Build a scalable Notion knowledge base using templates, databases, and workflows plus ideas to keep it alive and searchable with an AI layer like Toocan.
February 20, 2026 - Laurie Bach

If you’re building a knowledge base in Notion, don’t start with a pile of nested pages. Start with a database + templates + a simple content workflow.
Pick a Knowledge Base template from the Notion Marketplace and duplicate it, then customize.
Why this matters:
Create one database called:
Knowledge Base
Each row = one article.
Add these properties (they’ll make everything easier to find, filter, maintain):
Record Type (Select)
Theme (Multi-select)
Status (Select)
Owner (Person)
Last Reviewed (Date)
Optional (useful if you plan to publish externally): Audience (Select) → Internal / External
Create views inside the database (or create category pages with linked database views):
This makes your knowledge base usable for real teams: people don’t browse folders, they use views.
In the database, create a template called KB Article.
Suggested structure:
Tip: Keep the “Step-by-step” section short and explicit. If a doc can’t be followed, it’s not a knowledge base article it’s a note.
Most knowledge bases die because only one person contributes.
Instead, create a simple form that creates new rows in your database as Draft.
Two common options:
Form fields to include:
Result: ideas flow in continuously, without meetings.
A knowledge base is not a one-time project. It’s a weekly habit.
Use simple targets:
Rules that keep quality high:
Even with a well-structured Notion knowledge base, people still ask:
A conversational AI layer (like Toocan) can help teams query the knowledge base in natural language and get direct answers, grounded in your Notion content.
This works best when your Notion is structured (Record Type, Theme, Status, Owner), because structured knowledge is easier to retrieve reliably.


- _DIRECTIONS FOR THIS TASK_
Check every line of the data for the string "item" and copy the ones that have it.

- _SUPPLIED INFORMATION_
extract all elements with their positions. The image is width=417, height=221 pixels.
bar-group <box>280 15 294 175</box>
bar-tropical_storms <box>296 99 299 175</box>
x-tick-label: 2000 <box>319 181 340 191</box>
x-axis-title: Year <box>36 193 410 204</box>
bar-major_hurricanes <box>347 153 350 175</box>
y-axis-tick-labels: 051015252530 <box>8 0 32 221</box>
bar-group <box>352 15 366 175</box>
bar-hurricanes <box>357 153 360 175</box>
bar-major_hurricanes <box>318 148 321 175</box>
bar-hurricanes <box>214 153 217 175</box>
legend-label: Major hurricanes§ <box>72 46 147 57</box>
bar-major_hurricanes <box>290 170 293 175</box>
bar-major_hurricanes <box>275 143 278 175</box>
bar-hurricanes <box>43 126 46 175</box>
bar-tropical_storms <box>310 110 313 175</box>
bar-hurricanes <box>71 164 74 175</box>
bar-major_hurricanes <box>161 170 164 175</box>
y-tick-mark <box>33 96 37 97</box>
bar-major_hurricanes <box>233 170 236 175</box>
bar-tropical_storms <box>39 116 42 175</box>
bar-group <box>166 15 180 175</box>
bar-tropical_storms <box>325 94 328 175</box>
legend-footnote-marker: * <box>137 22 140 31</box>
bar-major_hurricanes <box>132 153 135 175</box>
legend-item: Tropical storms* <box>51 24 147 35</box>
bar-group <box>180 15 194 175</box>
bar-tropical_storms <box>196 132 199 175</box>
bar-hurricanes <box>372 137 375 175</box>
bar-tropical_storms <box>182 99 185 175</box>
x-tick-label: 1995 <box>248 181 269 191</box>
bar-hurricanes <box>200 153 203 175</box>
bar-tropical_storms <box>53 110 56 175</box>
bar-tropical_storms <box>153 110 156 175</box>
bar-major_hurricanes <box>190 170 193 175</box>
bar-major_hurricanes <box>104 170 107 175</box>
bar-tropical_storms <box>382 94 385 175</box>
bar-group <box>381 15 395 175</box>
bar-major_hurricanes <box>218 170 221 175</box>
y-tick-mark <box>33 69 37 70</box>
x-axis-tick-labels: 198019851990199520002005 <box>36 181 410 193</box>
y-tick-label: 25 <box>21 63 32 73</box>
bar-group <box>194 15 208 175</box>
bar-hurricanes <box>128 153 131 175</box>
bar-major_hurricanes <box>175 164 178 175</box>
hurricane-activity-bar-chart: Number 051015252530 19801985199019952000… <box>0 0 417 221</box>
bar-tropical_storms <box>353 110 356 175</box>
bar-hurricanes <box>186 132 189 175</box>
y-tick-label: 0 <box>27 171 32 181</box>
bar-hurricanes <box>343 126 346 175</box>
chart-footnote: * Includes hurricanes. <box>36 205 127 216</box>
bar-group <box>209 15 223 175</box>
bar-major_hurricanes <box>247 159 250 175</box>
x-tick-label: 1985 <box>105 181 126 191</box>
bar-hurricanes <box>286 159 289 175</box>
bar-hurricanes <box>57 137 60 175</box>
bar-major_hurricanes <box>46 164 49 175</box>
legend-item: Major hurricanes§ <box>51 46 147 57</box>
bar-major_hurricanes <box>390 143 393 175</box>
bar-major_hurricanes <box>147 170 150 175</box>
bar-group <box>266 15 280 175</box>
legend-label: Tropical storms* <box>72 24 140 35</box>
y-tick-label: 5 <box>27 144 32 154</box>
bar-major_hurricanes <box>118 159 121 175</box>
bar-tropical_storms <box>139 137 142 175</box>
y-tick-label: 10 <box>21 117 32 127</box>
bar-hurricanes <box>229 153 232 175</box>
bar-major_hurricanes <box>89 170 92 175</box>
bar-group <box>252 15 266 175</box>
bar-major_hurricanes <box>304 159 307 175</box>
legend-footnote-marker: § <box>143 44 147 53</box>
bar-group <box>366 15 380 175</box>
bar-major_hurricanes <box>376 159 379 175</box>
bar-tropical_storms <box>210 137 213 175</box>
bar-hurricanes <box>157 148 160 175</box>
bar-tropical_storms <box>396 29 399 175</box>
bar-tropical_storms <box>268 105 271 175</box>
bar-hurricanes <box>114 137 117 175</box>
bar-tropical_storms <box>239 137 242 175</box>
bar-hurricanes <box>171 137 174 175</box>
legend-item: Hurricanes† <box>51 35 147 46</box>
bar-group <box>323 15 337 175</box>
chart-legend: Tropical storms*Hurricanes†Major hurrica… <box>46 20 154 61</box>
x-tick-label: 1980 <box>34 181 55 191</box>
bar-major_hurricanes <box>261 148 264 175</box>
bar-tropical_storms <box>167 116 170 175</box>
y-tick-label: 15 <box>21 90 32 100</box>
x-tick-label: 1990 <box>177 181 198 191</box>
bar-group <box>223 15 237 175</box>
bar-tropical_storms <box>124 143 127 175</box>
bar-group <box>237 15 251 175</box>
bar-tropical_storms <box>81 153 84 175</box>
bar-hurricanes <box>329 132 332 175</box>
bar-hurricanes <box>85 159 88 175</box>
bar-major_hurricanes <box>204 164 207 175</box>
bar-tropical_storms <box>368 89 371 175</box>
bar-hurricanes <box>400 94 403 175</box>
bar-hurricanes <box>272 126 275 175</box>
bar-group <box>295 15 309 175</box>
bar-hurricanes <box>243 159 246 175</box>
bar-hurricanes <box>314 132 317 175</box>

- _SOLVED EXERCISE_
legend-item: Tropical storms* <box>51 24 147 35</box>
legend-item: Major hurricanes§ <box>51 46 147 57</box>
legend-item: Hurricanes† <box>51 35 147 46</box>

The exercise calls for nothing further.